So I have been in Kunming studying Chinese for two weeks. While I will write a longer review of the school later, I just wanted to give a two week update because this whole experience has been amazing.
Turns out that while my current career is a teacher, the life of a student suits me. The school I’m at has the dorms, classrooms and cafeteria all in the same building. So it’s uber convenient. My daily schedule looks like this:
- 7:00-Wake up
- 8:00-Breakfast
- 8:30-12:30 Class
- 12:30-1- Lunch
- 1-6: Free Time
- 6-6:30- Dinner
- 6:30 onwards: Free time
So my day is totally structured by class and meals, which I like, but outside the structure I’m free. And if you notice I have every afternoon off. I made a pact with myself that I wouldn’t fuck around in the afternoon. I’d study, or go out or do something productive with my time.
And so far I’ve been really good with my promise. Aside from one day when I didn’t leave the building (I had a cold, and felt exhausted) I have done a ton of stuff in the afternoons. Sometimes I hit play on my ipod and explore the city for hours, other times I go out with my new Chinese friends or classmates. I’ve made friends with the locals including a 27-year-old ethnic minority who invited me to his friends house for a home cooked meal, and a 50+ year old woman who promised to teach me to dance with a fan.
I have to say this life suits me so very, very well. As there are about 15 foreigners living and eating together (we each have one-on-one classes so we don’t study together) there are plenty of shenanigans going on, but in a good way. I’ll be honest I was a little bit worried about the other foreigners. China tends to attract a certain type of life-is-a-party character, a type I usually don’t get along with. But because they all came here to study, and everybody really wants to learn chinese themselves (not because a parent or somebody is forcing them) we get along fantastically. Crazy fantastically.
So is my chinese improving? I think so. Just the fact that I speak chinese for 4 hours everyday, and chat in Chinese on my weixin app every afternoon, and meet and hang out with local people who don’t speak English has improved it. I won’t say I’m totally immersed (I speak English with my classmates) but I would say half the day is living all in chinese.
I so far have had one brain fart of a day in which not only could I not remember how to pronounce the new words in class, but when I asked my chinese friend if he had fun the night before he couldn’t understand me. I asked 3 times, in 3 different ways and I got nothing but “what?” and “I still don’t understand,” replies. Those are the days that you wonder why you even bother learning a language (everybody already speaks English anyway, right?) and you want to hang yourself.
Luckily, I’ve only had one day like that (out of 2 weeks) and they are fewer and further between, (when I first started attending Chinese class I would come home with a blinding headache after only 2 hours of class,) but I’m sure I’ll have another before I finish.
So being a student is really good for me. I could go on and on, but I have to meet my classmates now to go to a Animation Festival by the park, then go do my homework before 6 o’clock dinner. The life of a student!
Nice to hear about your studies! One-on-one classes must be a headache like you said, but also super useful. I’ve never got the chance to have those, but luckily on most of my courses we have about 10 people in class which is okay too.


• **WHAT IS BEING ASKED**
Copy task. Retype the whole listing exactly, omitting any picture in it.

• **GIVEN RECORDS**
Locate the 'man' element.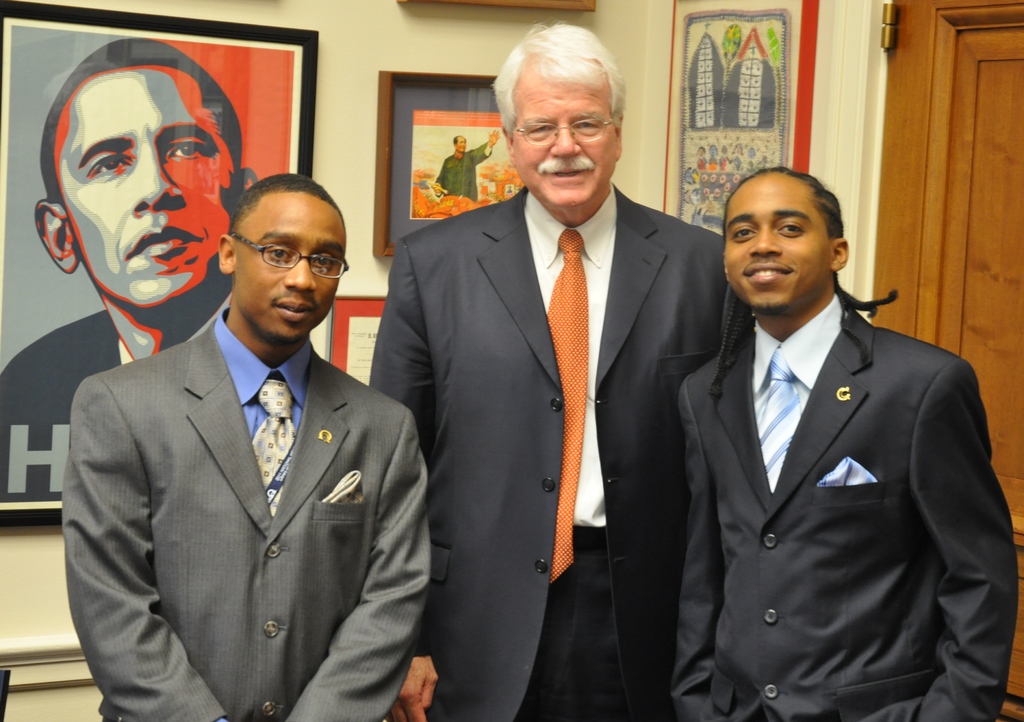
Element bbox: 431, 129, 503, 206.
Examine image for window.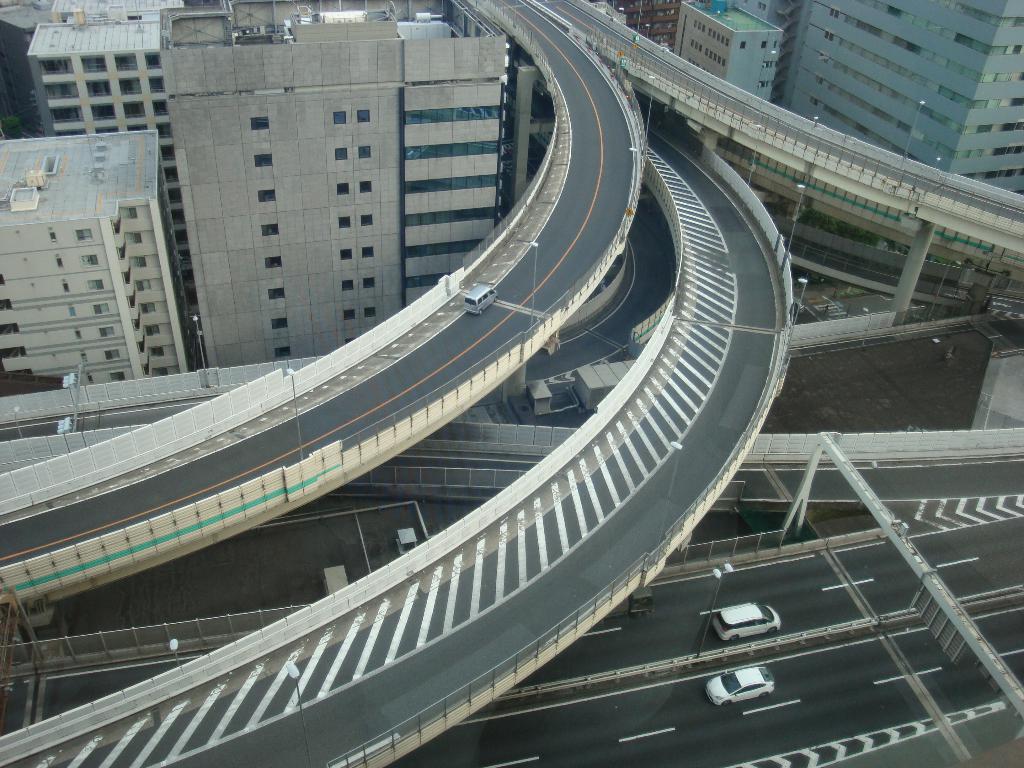
Examination result: Rect(333, 108, 350, 129).
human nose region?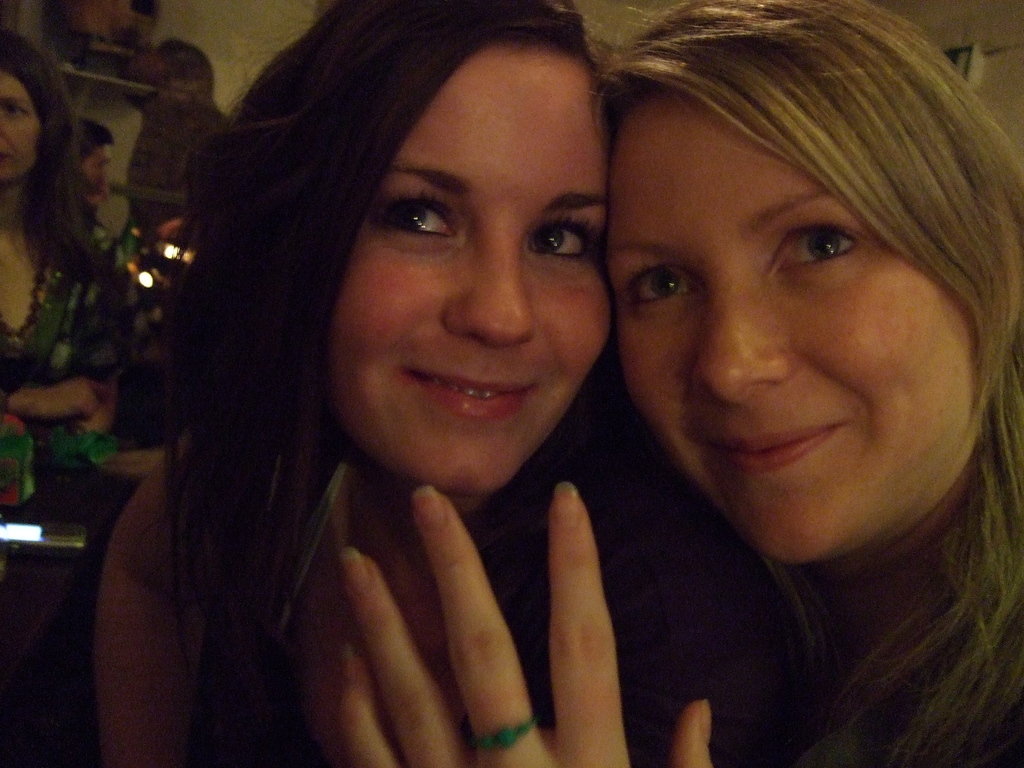
region(439, 209, 532, 352)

• **RESPONSE BELOW**
Locate the 'man' element.
Element bbox: 431, 129, 503, 206.
Examine image for window.
Examination result: Rect(333, 108, 350, 129).
human nose region?
region(439, 209, 532, 352)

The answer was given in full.